Iraqi author Saeed Shamaya, 96, reads a copy of his new novel City of Sh at his home in Ankawa, Erbil. Photo: 964media
'City of Sh'
At 96, Iraqi author Saeed Shamaya publishes new novel fiction and personal memories
ERBIL — At 96, veteran Iraqi writer Saeed Shamaya continues to write and chronicle, carrying a lifetime of collective and personal memory. Born in 1929 in the northern town of Alqosh, north of Mosul, he has spent decades in education, theater, political organizing, and literature. His latest work, “City of Sh”, has been published in Baghdad, combining fiction and reality to reflect political and social events he experienced firsthand.
Shamaya, who lives currently at Erbil’s Ankawa, said the idea for the novel came from a 1959 trip to Baghdad as part of a delegation from Alqosh to congratulate the leaders of the July Revolution. Passing through Tikrit, they encountered children chanting slogans against the revolution. “It was clear the chants were against the July Revolution, and this pushed me to write something expressing my rejection of that stance,” he said. The first notes for the story were made in the 1970s, and the novel was completed in the 1980s while he was in hiding.
In the City of Sh, Shamaya imagines a place where children, youth, and adults work together for the public good, guided by values of justice and equality. The plot contrasts this ideal with a Western city described by visiting children; when they return home and try to build a similar city, local elites resist, but the children persist until the City of Sh becomes a model for defending ordinary people from exploitation.
His career has included teaching in villages and cities across northern Iraq, founding committees to unite Chaldean, Syriac, and Assyrian political parties, and publishing novels, short stories, poetry in Syriac, and cultural studies in both Arabic and Syriac. His works include “A Teacher from That Village”, “He Died Twice”, “The Black Boy’s Whisper”, and “Sona”, as well as a heritage book on Alqosh and the bilingual cultural study “Renki Renki” (“Colors”).
Shamaya hopes to publish his remaining manuscripts, including “On the Banks of Wisdom”, which he considers his best, and to establish a cultural complex and museum for Alqosh’s heritage while developing the nearby village of Bandwaya into a tourist site.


Whenever a line carries the word "during", pull it out of the entries.

(Dataset listings of figures)
Segment Open

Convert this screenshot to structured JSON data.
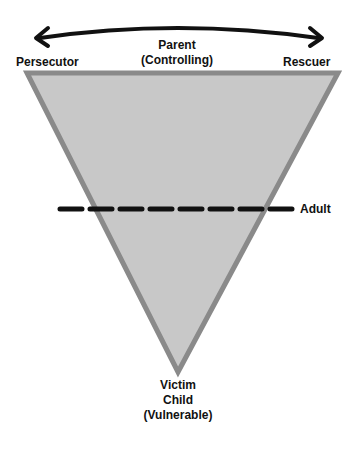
{
  "diagram": {
    "top_arrow": "bidirectional",
    "labels": {
      "parent_line1": "Parent",
      "parent_line2": "(Controlling)",
      "left_vertex": "Persecutor",
      "right_vertex": "Rescuer",
      "adult": "Adult",
      "bottom_line1": "Victim",
      "bottom_line2": "Child",
      "bottom_line3": "(Vulnerable)"
    },
    "colors": {
      "triangle_fill": "#c8c8c8",
      "triangle_stroke": "#8a8a8a",
      "line": "#111111"
    }
  }
}
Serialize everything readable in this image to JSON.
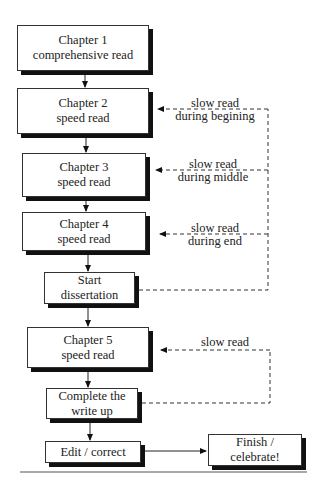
{
  "diagram": {
    "type": "flowchart",
    "nodes": [
      {
        "id": "ch1",
        "line1": "Chapter 1",
        "line2": "comprehensive read"
      },
      {
        "id": "ch2",
        "line1": "Chapter 2",
        "line2": "speed read"
      },
      {
        "id": "ch3",
        "line1": "Chapter 3",
        "line2": "speed read"
      },
      {
        "id": "ch4",
        "line1": "Chapter 4",
        "line2": "speed read"
      },
      {
        "id": "start",
        "line1": "Start",
        "line2": "dissertation"
      },
      {
        "id": "ch5",
        "line1": "Chapter 5",
        "line2": "speed read"
      },
      {
        "id": "complete",
        "line1": "Complete the",
        "line2": "write up"
      },
      {
        "id": "edit",
        "line1": "Edit / correct",
        "line2": ""
      },
      {
        "id": "finish",
        "line1": "Finish /",
        "line2": "celebrate!"
      }
    ],
    "feedback_labels": [
      {
        "line1": "slow read",
        "line2": "during begining"
      },
      {
        "line1": "slow read",
        "line2": "during middle"
      },
      {
        "line1": "slow read",
        "line2": "during end"
      },
      {
        "line1": "slow read",
        "line2": ""
      }
    ],
    "edges": [
      {
        "from": "ch1",
        "to": "ch2",
        "style": "solid"
      },
      {
        "from": "ch2",
        "to": "ch3",
        "style": "solid"
      },
      {
        "from": "ch3",
        "to": "ch4",
        "style": "solid"
      },
      {
        "from": "ch4",
        "to": "start",
        "style": "solid"
      },
      {
        "from": "start",
        "to": "ch5",
        "style": "solid"
      },
      {
        "from": "ch5",
        "to": "complete",
        "style": "solid"
      },
      {
        "from": "complete",
        "to": "edit",
        "style": "solid"
      },
      {
        "from": "edit",
        "to": "finish",
        "style": "solid"
      },
      {
        "from": "start",
        "to": "ch2",
        "style": "dashed",
        "label": "slow read during begining"
      },
      {
        "from": "start",
        "to": "ch3",
        "style": "dashed",
        "label": "slow read during middle"
      },
      {
        "from": "start",
        "to": "ch4",
        "style": "dashed",
        "label": "slow read during end"
      },
      {
        "from": "complete",
        "to": "ch5",
        "style": "dashed",
        "label": "slow read"
      }
    ]
  }
}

Segment Closed

- EXPECTED ANSWER
        "line2": "during begining"
        "line2": "during middle"
        "line2": "during end"
        "label": "slow read during begining"
        "label": "slow read during middle"
        "label": "slow read during end"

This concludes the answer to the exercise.